Occasionally, Dasius would come, and I would cover my eyes with my arm, because I could not stand to look on him. Still, I felt very strongly a sense of dread, of instinctive alarm at his presence, which I could not overcome. Once, he tried to sit down beside me, and to ask me if I wanted to learn to read and write, and it was as if some imp had come and shut my lungs, strangling me, so that I could not speak to him at all.

On the fourth day, Laurent came in quietly and shut the door. Until then, I had never seen him dressed in any way except in frock coat and stockings, tied up in cravat, hair pinned back, wearing low heels embroidered with seed pearls. That day, he came in a silken dressing gown, with heavy hems. Beneath, he wore a long cotton tunic. He had left his pale blond hair wild, and there were dark circles under his eyes. He came to me in bed and pressed the book of copper plate prints I was looking at out of my hands. He pushed his face against my bare neck like a cat until I put my arms around him. "Pet," he said, "hold me. I am so tired. I am so cold."

"What's gone wrong?" I asked, so much the naif.

"Nothing at all," he said, rien du tout, puffing air on my neck dismissively. "Do not be concerned."

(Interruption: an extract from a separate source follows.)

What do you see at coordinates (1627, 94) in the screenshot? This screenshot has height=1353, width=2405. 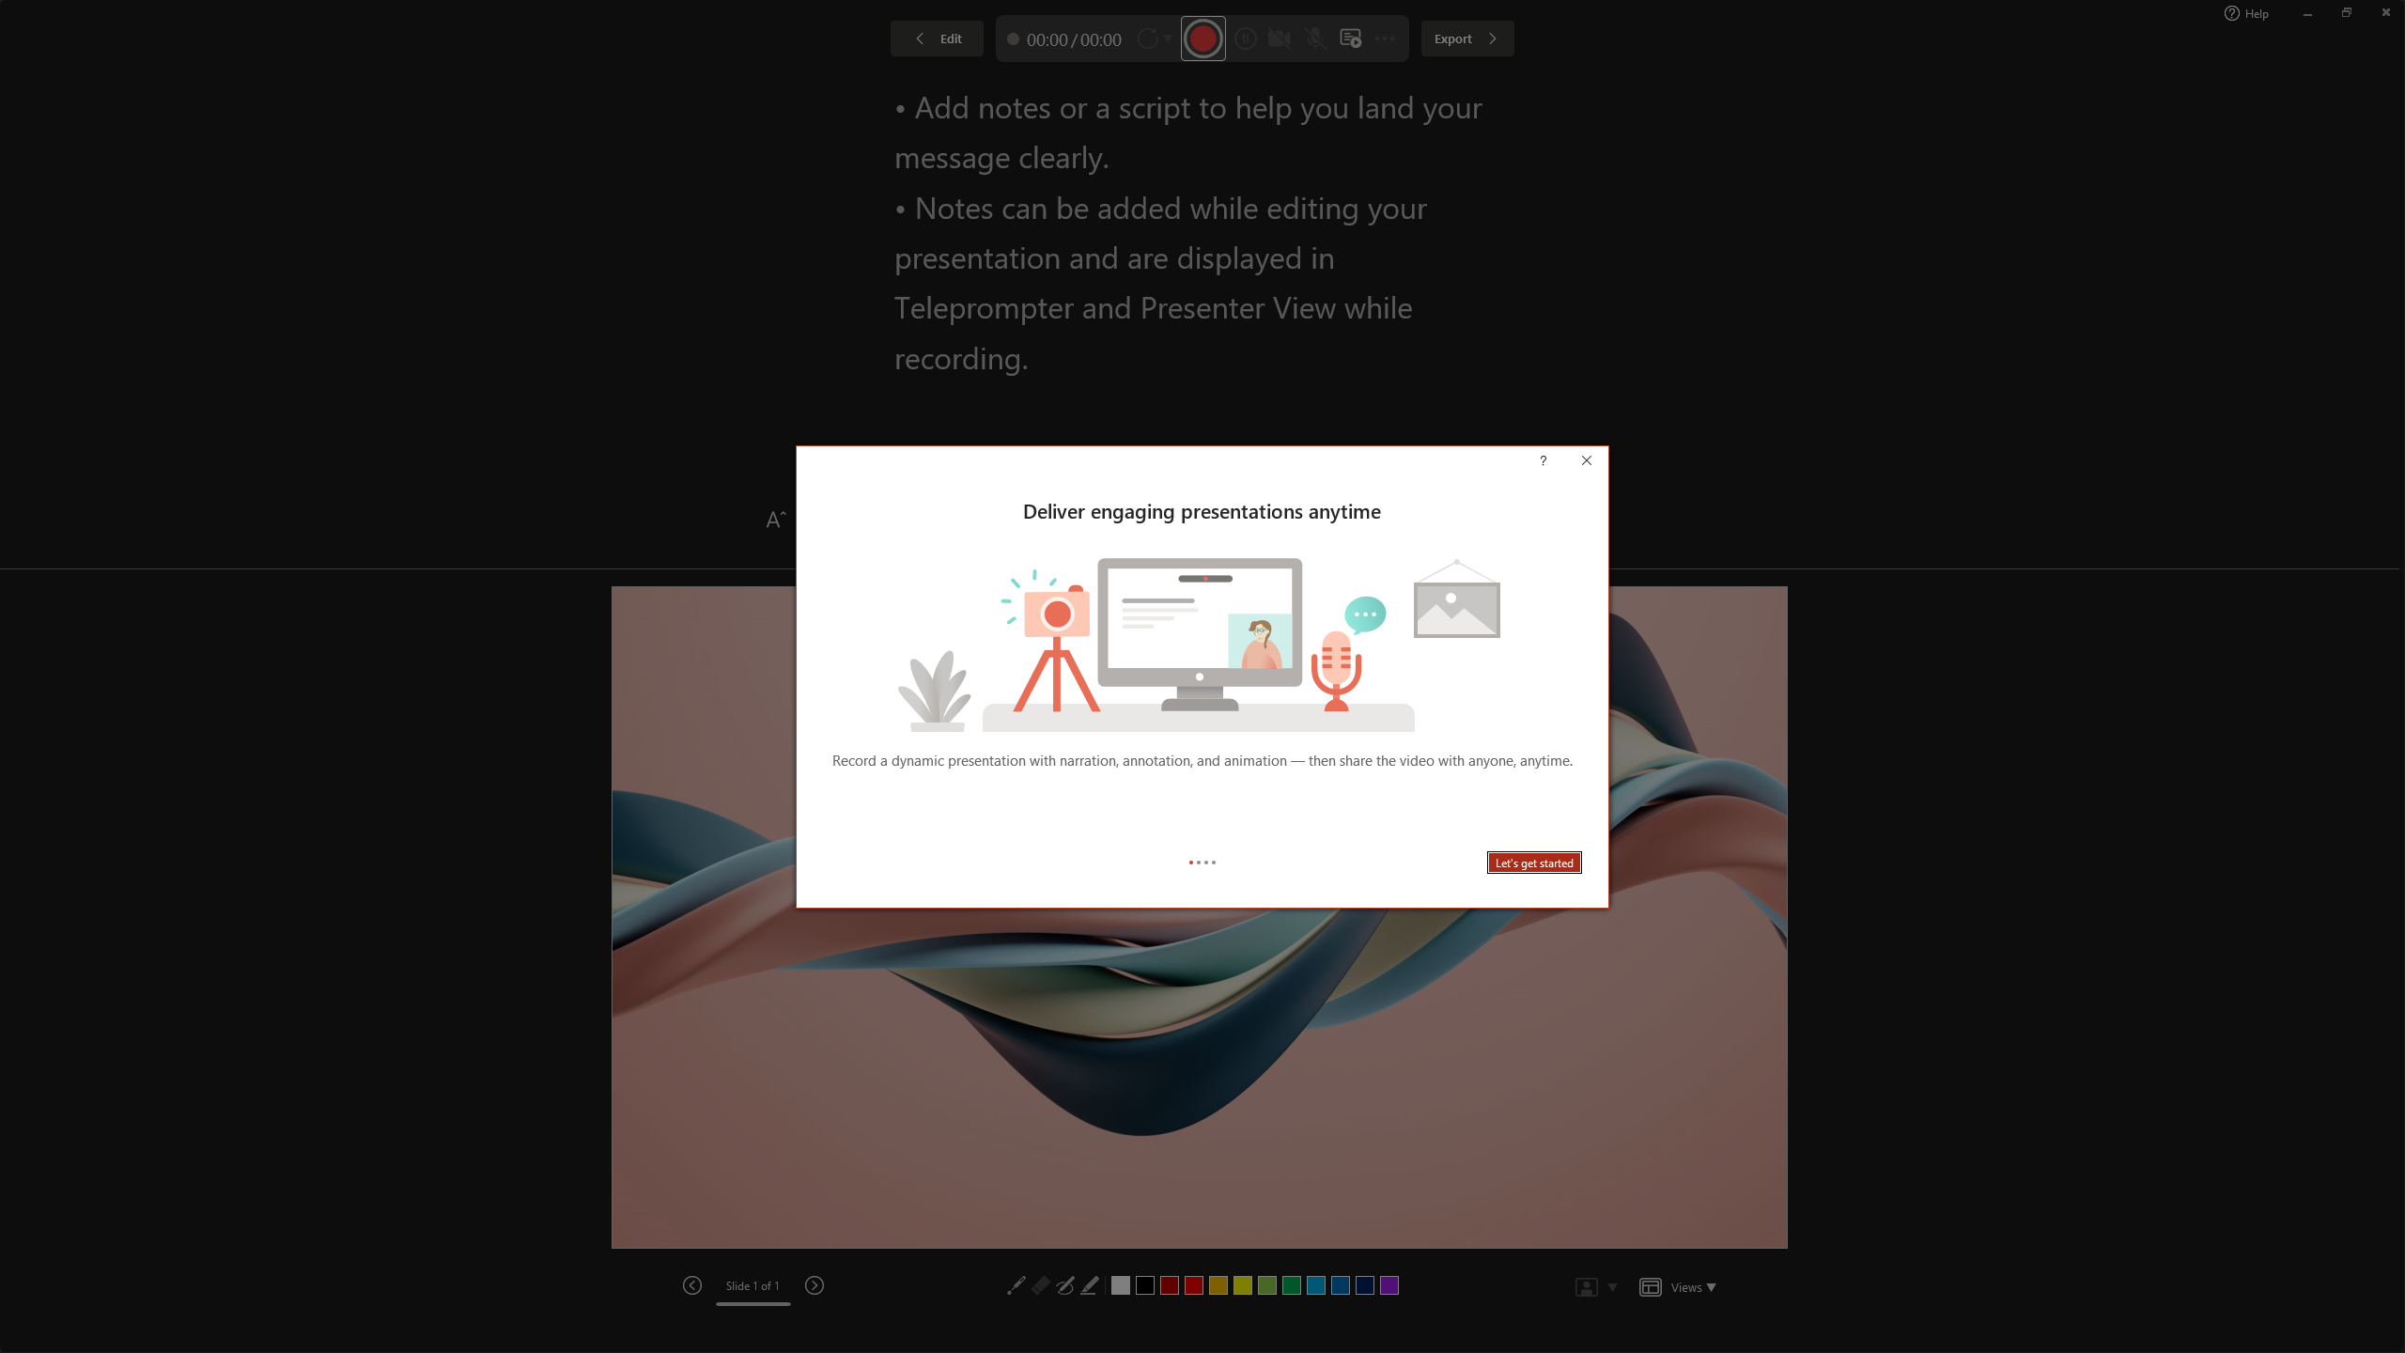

"Where have you been?" I asked.

"Taking the air in the north," he said. "I see that you have been well-looked after in my absence. But I hear that you will not learn to write."

I opened my mouth to ask with whom, but he caught me before the words could get out.

"If you ask me, what answer would you like? Alone? With that boy from the salon? With some stranger you have never met? Have I not done enough for you?" he snapped. "I am devoted to you, pet. What more do you want from me?" His hands were at my neck, and then they were at my knees, spreading my thighs so that he could sit back against me between them. 

I was unused to such a greeting, but I am not normally quick to anger. I held him securely as he had held me after my convulsions in the salon, puzzled and hurt by his coolness. 

"Oh, but you are warm still," he hummed. "Hold me tightly. Please God, roast me. I have such a chill."

"Is it because you haven't drunk?" I asked, arms locked around his chest, knees knocked over his petit body. 

"Bien sur," he said. "Of course. What else? I cannot get warm."

I held my breath against a dry cough tickling my insides. 

"Let it out, pet. It does you no good to keep it in."

"I wish that I could have just a drink of water, for my throat," I said, without breathing.